The pilot programs will be in Baltimore and Houston. The program will expand nationally later in the year, according to Axios.The program’s specific details are still unclear. However, the program will require that the migrants under its control are subject to more stringent oversight and compliance than standard ATD protocols. In general, it will requireElectronic monitoring enforces that migrants must remain at home between 8 and 8 pm.

Migrants and their advocates are often very critical of the ankle monitors they’re forced to wear, sometimes for months or years at a time while they wait for their court hearing date. Common complaintsAre the ankle shackles required? grilleteThey are visible when the wearers go to work, grocery shop, or pick up their children from school. This reinforces the stigma that immigrants are dangerous or violent, as many migrants call them.

The devices will need to be charged in many cases. This can create scheduling issues for people who are often unable to control their own schedules. The shackles can cause skin irritation and make it difficult to shower or bathe. They have been used to assist in the removal of hair. known to issue pre-recorded verbal commands to their wearers, “reminding” them of mandated check-in dates. Surprise orders can be disorienting, embarrassing, or even dangerous if they are given in a public environment.

GEO Group was founded by its subsidiary BI Incorporated. reportedlyThe program was launched with a federal contract worth $2.2 billion in 2020. However, the companies claim that the actual contract was less. The company’s stock fell recently because of the expanded program. booming during Trump’s first year in office. The company recentlyRestructured to meet debt obligations.

Immigrants’ rights advocates have criticized GEO Group, and its main private prison competitor CoreCivic, for years, arguing that their facilities are poorly maintained, dangerous, expensive and unnecessary. Even when it comes to deaths in custody, federal oversight of the facilities is very limited. A research paperFrom 2021, it was found that 55 of the 71 deaths in ICE facilities between 2011 and 2018 were not covered by the Office of Detention Oversight. 34 of those 55 deaths occurred in for-profit institutions.

As with all jails and prisons in the country, immigrant detention centres have been plagued with COVID since the start of the pandemic.
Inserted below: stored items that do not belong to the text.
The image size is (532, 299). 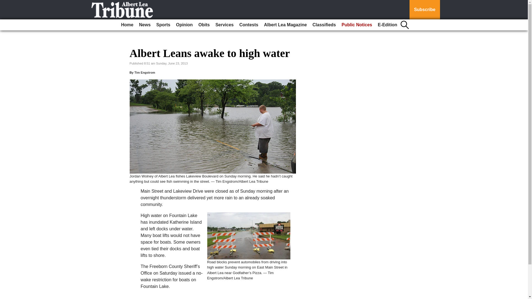 I want to click on Sports, so click(x=163, y=25).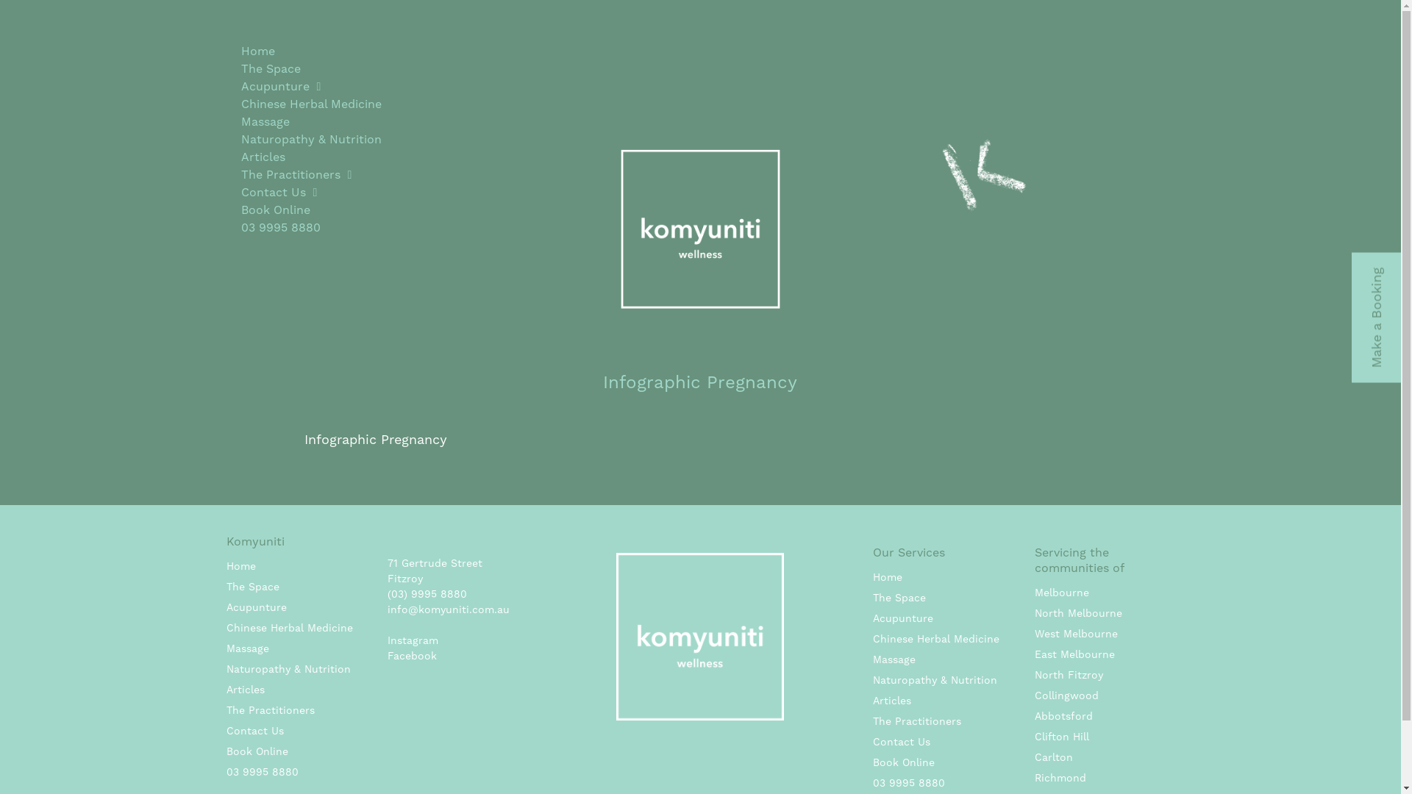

Last year, a federal judge extended protections to immigrants held at the Mesa Verde facility near Bakersfield, California, after finding that ICE and GEO Group hadn’t created any procedures to protect detainees from the spread of COVID in the facility. “[T]he conduct of key ICE and GEO officials in charge of operations at Mesa Verde has been appalling,” Judge Vince Chhabria wroteAll in one.
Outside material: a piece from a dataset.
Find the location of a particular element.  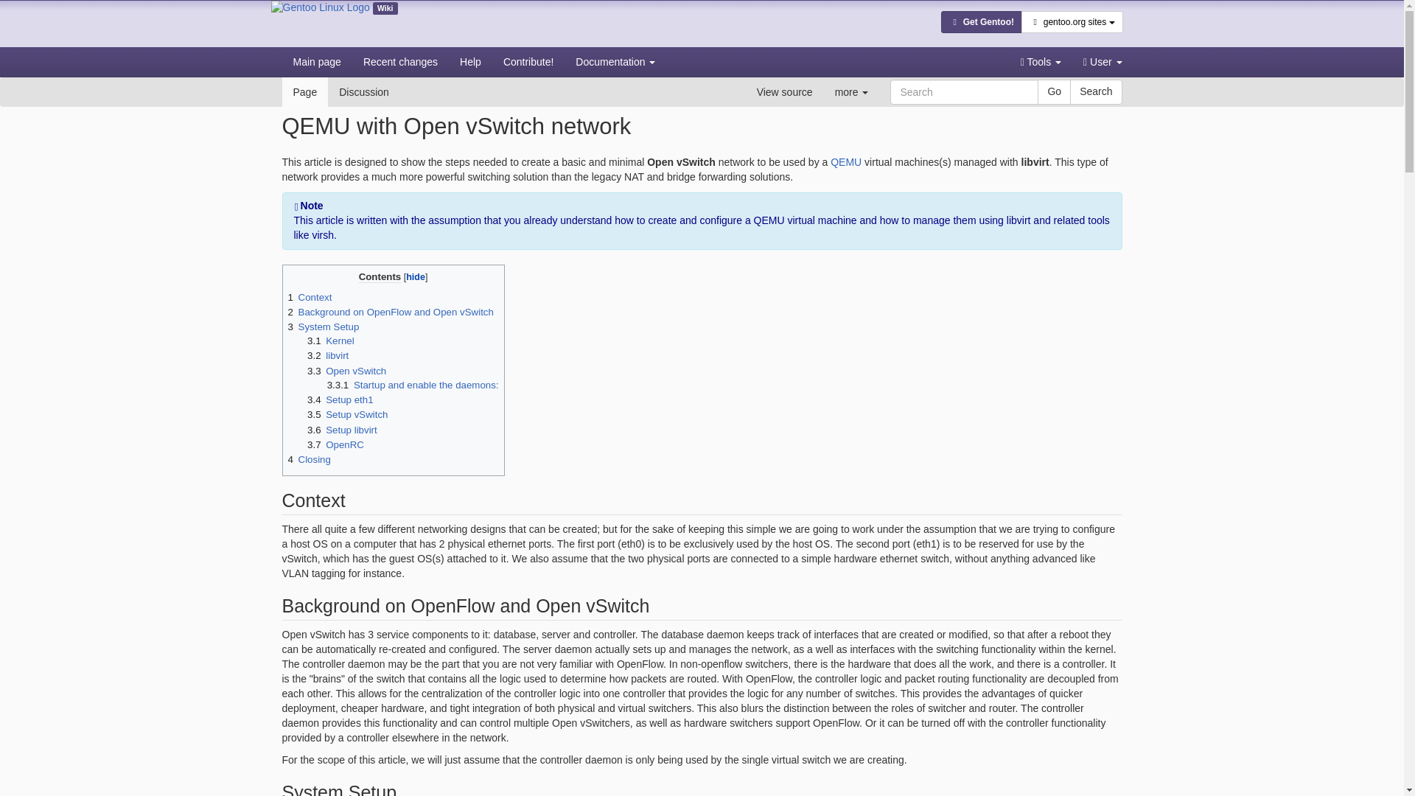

By deepening GEO Group and BI Incorporated’s role in immigration enforcement through the new e-carceration program, the Biden administration is trying to find a technocratic fix for a political problem. It has tried to reduce the number of detention facilities, but it has used a contradictory and conflicting approach, as in many other areas. There’s no reason why the administration can’t take bold measures toward actually ending detention. Instead, the Biden administration seems to be trying to appease its political enemies by sticking to a strict approach. The result will be more surveillance and stigmatizing of migrants, and further entrenchment of the for-profit immigration-industrial complex into the country’s approach to border crossing.